Moreover, while the United States has consistently for decades done everything in its power to undermine international cooperation through the UN and even the Organisation of American States, the Libyan government under its current leaders has made unparalleled efforts to develop international cooperation.
At last years' African Union Summit, Gaddafi pledged $90 billion to promote African unity. As Western government officials were constantly saying up until a few months ago, Colonel Gaddafi was also “playing ball” with the West. He had resolved the Lockerbie Case, submitted several international disputes to peaceful settlement means, and even offered to step down at the start of the recent hostilities —an offer I saw myself.
Now the money promised to the African Union will likely not appear. Instead, and despite a UN arms embargo, the armed opposition has signed an arms deal, trading the country's oil for arms.
Who benefits from the Libyan civil war?
It is not the African Union who will benefit from the current civil war in Libya but Western countries, ironically the same countries that are bombing the Libyan people.
The United States has given a needed boost to its military industrial complex that was starting to cool down as its wars in Afghanistan and Iraq turned into protracted low intensity conflicts with little left on which to drop megaton bombs.

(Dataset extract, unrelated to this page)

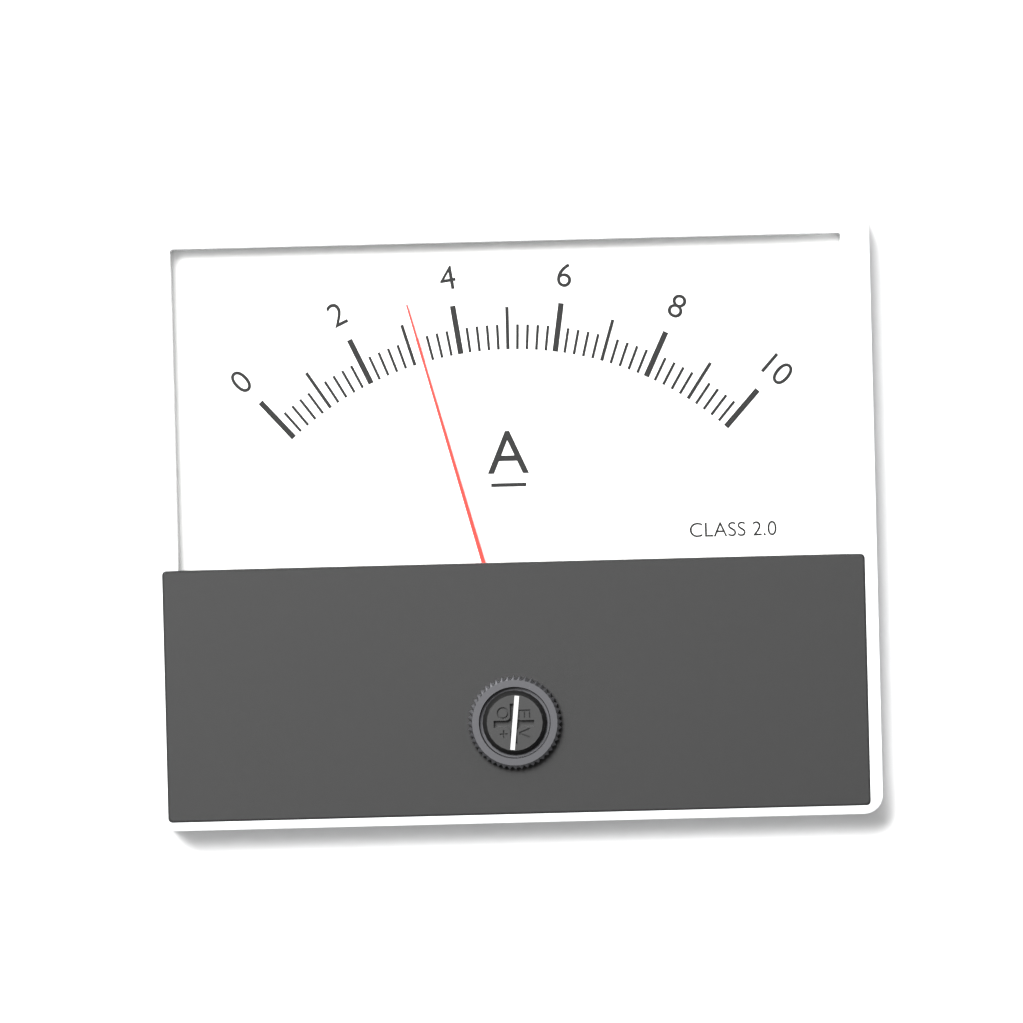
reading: 3.2 A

Qatar, although relatively unimportant, got their candidate to become president of the UN General Assembly, the highest-ranking official in the UN, while courting favour with the West by participating in the NATO bombing of the Libyan people. No NATO country blinked an eye at the fact that Qatar itself is ruled by dynastic families, although families more sympathetic to the West then perhaps even its Arab neighbours.

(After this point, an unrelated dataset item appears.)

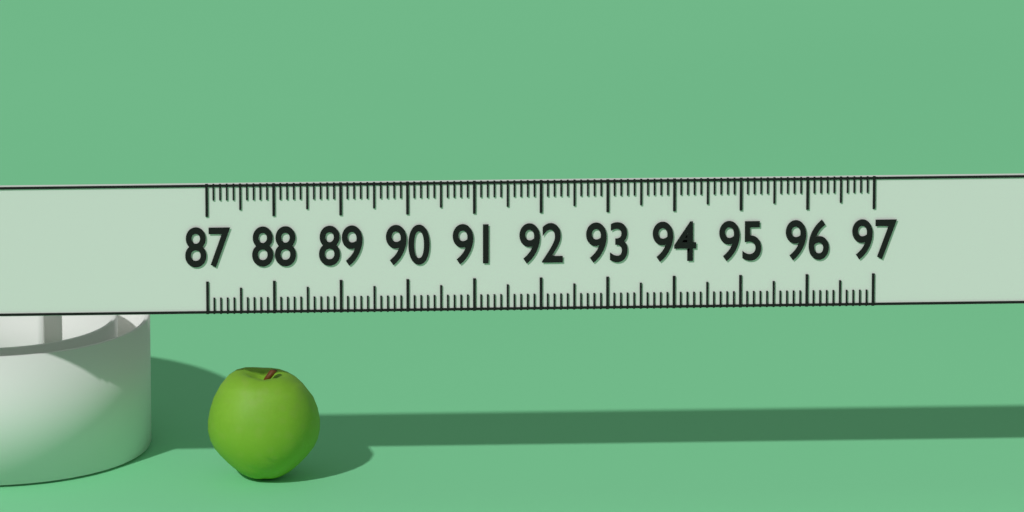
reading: 88.7 (no unit)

In Europe, Spain seems to have already profited from the cluster bombs it sold to Libya and which are being used either by the government or the armed opposition or both. For France, the UK, and Italy, the chance to use their planes to bomb defenceless Libyans is a blessing for embattled prime ministers whose own authority and governments seem to be failing badly.
It is these selfish interests that will be the legacy of the international community for its action against the people of Libya. Even if there is an Iraq-like change of authority, which is likely the best the armed opposition can achieve, poor Libyans will become poorer and the rich richer. When once almost all Iraqis had jobs and relative security, today working means risking one's life every day. There is hardly a country in the world with greater insecurity.
By putting selfish interest ahead of the common interests reflected in international law and the United Nations System we created, we have once again failed to live up to the lofty goal of abolishing war and ending recourse to violence for the settlement of international disputes. Undoubtedly, many Western pundits will proclaim such lofty aspirations to be unrealistic, but even they cannot deny that we could have made a much better effort to achieve them.
In Libya, we could still end —or at least limit —the bloodshed by stopping the cowardly bombing of the country and resorting to increased pressure on both sides of the civil war to resolve their dispute peacefully. If we don't take such action, we will have no one else to blame but ourselves when others decide to use senseless force against us in our homes. We will have taught them to do so.
The writer is a prominent international human rights lawyer.